§ Assigned task:
The reply should match the listing below character for character, except that no image is carried over.

§ Records shown:
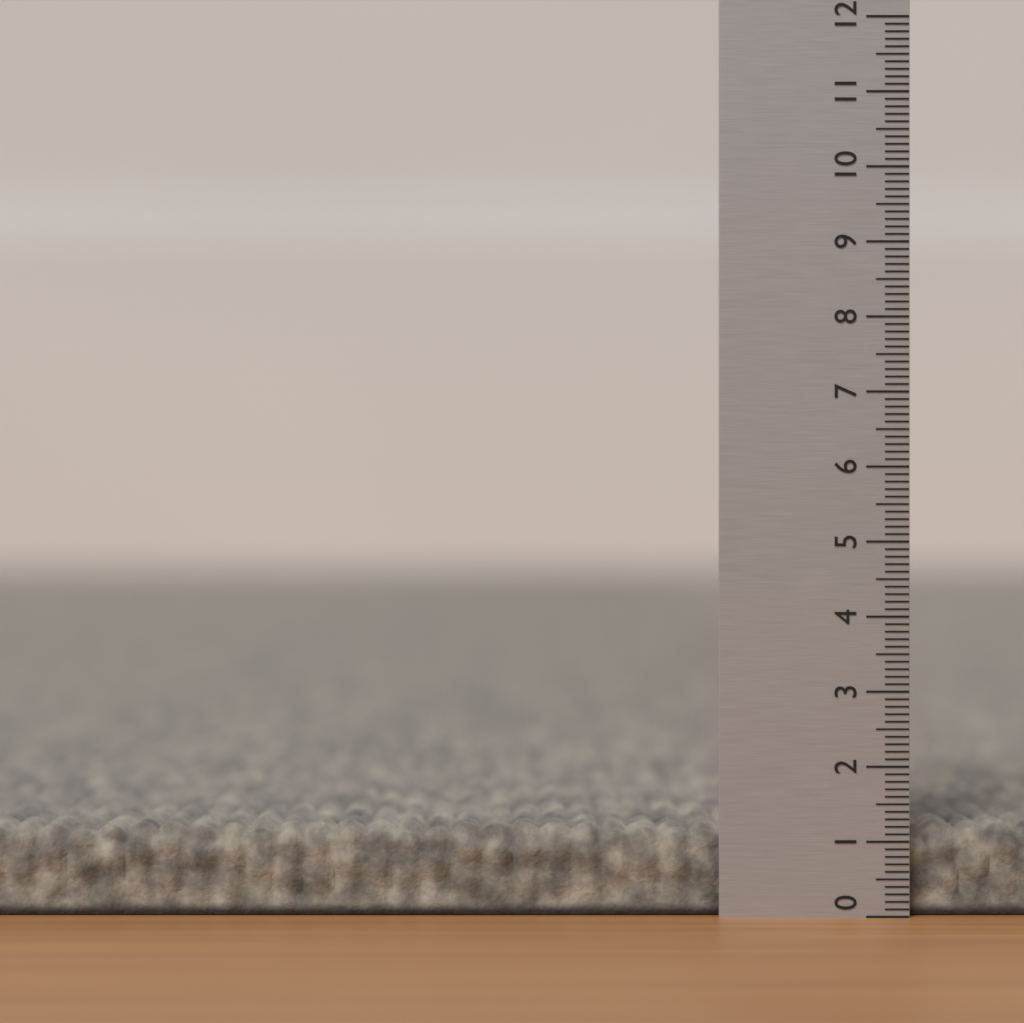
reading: 1.2 (no unit)
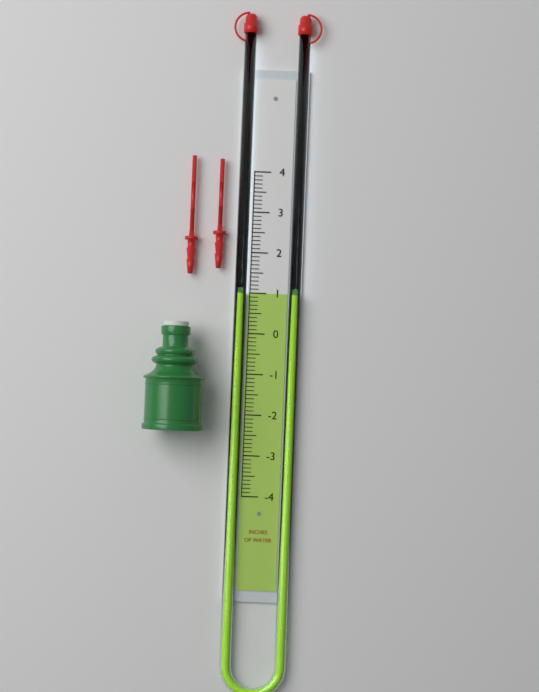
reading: 1.0 in
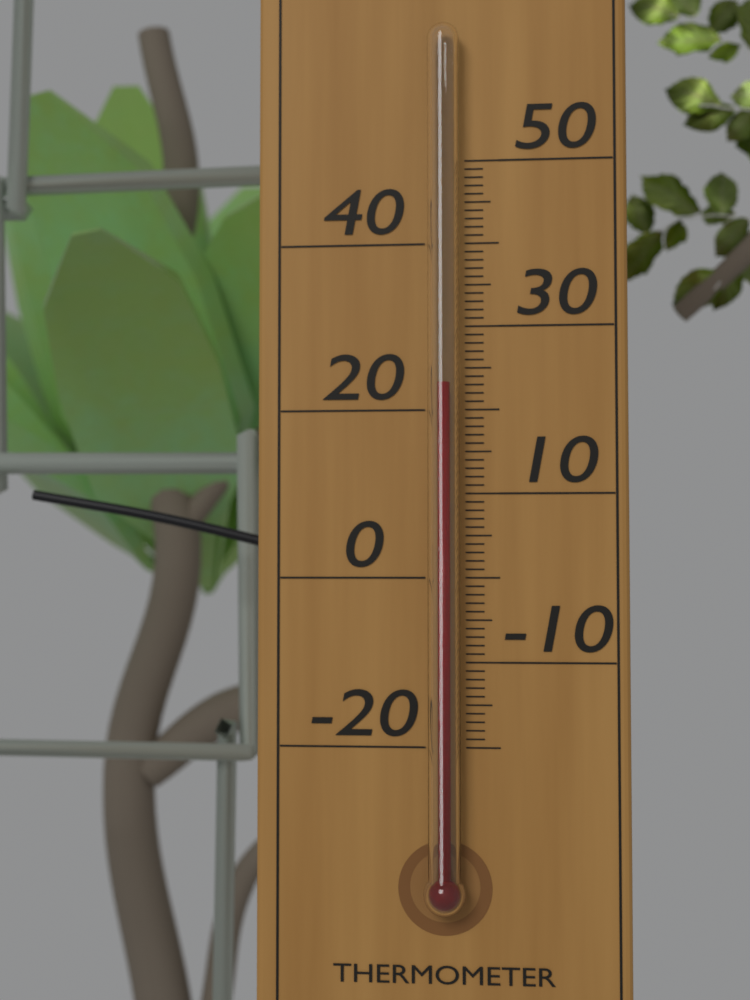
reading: 23 °C
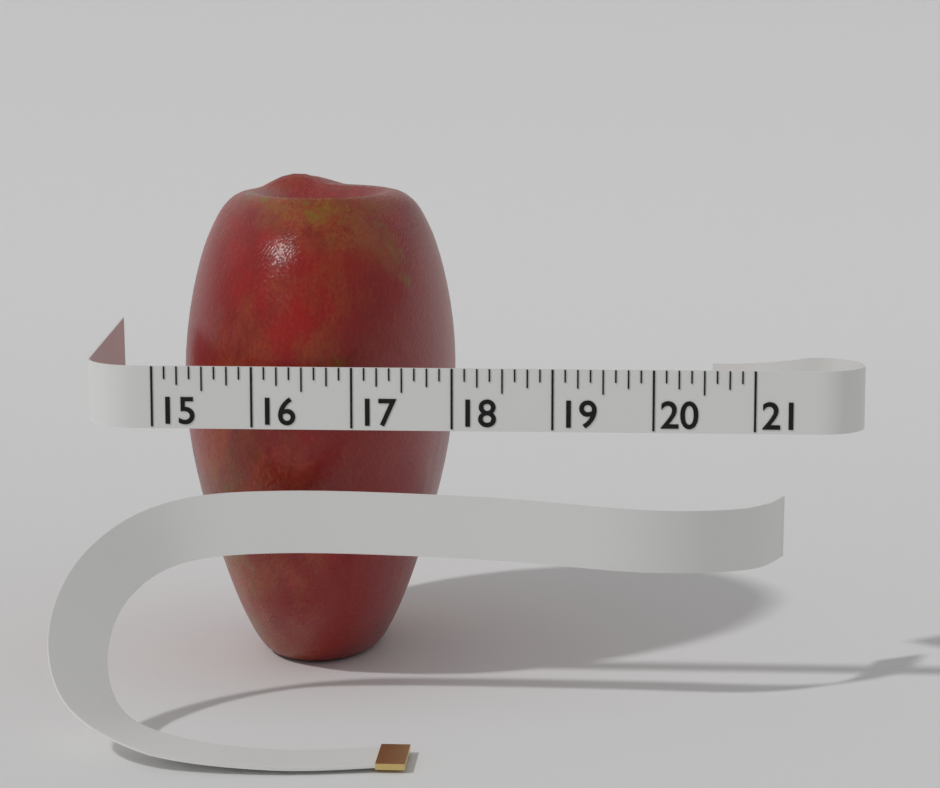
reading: 17.875 (no unit)
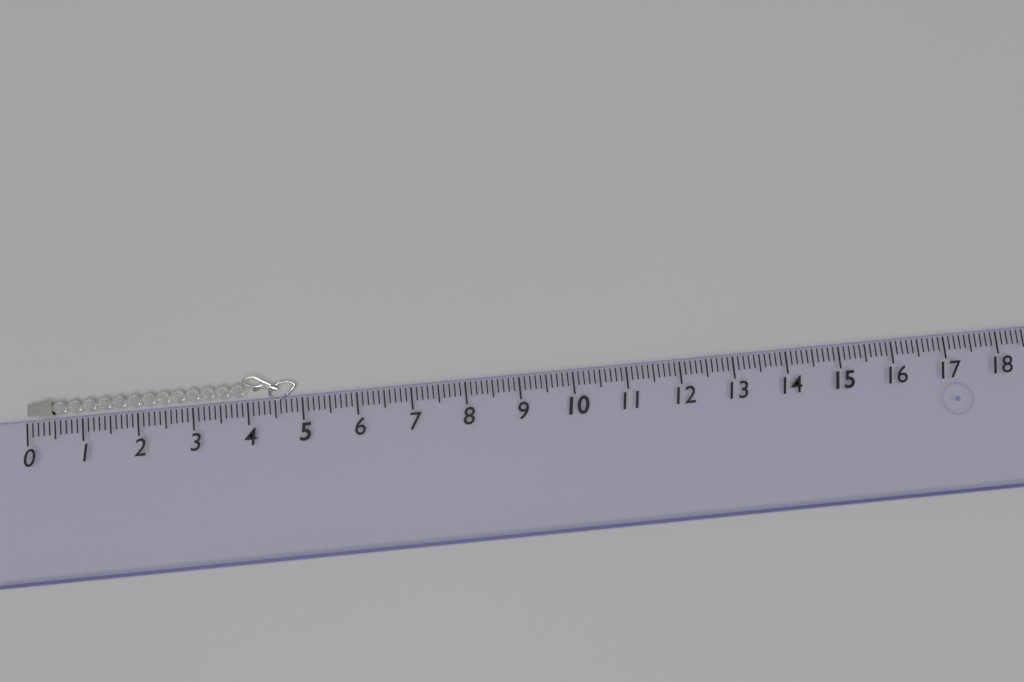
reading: 4.9 (no unit)
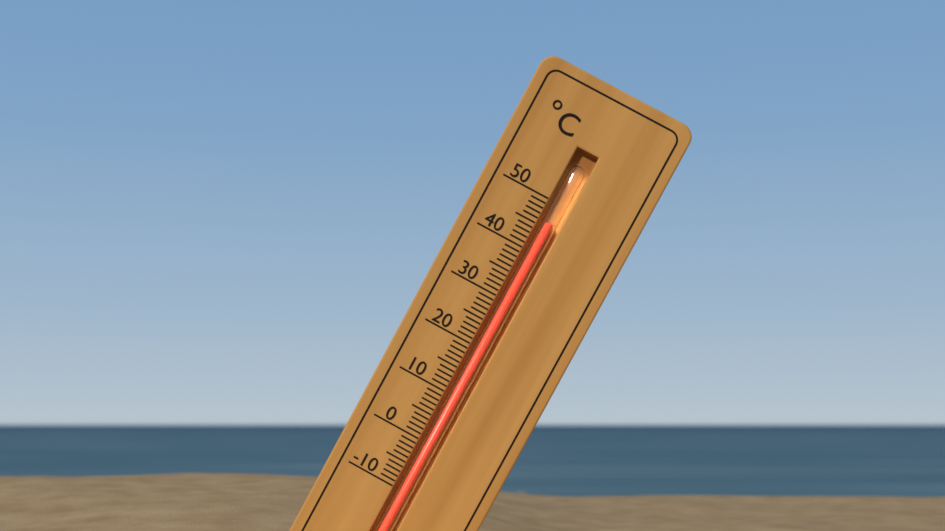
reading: 46 °C
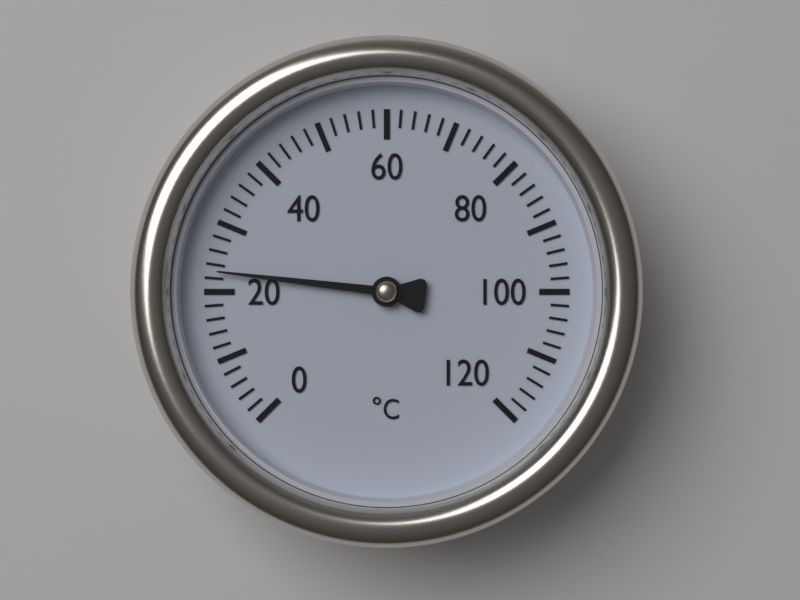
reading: 23 °C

§ Solution:
reading: 1.2 (no unit)
reading: 1.0 in
reading: 23 °C
reading: 17.875 (no unit)
reading: 4.9 (no unit)
reading: 46 °C
reading: 23 °C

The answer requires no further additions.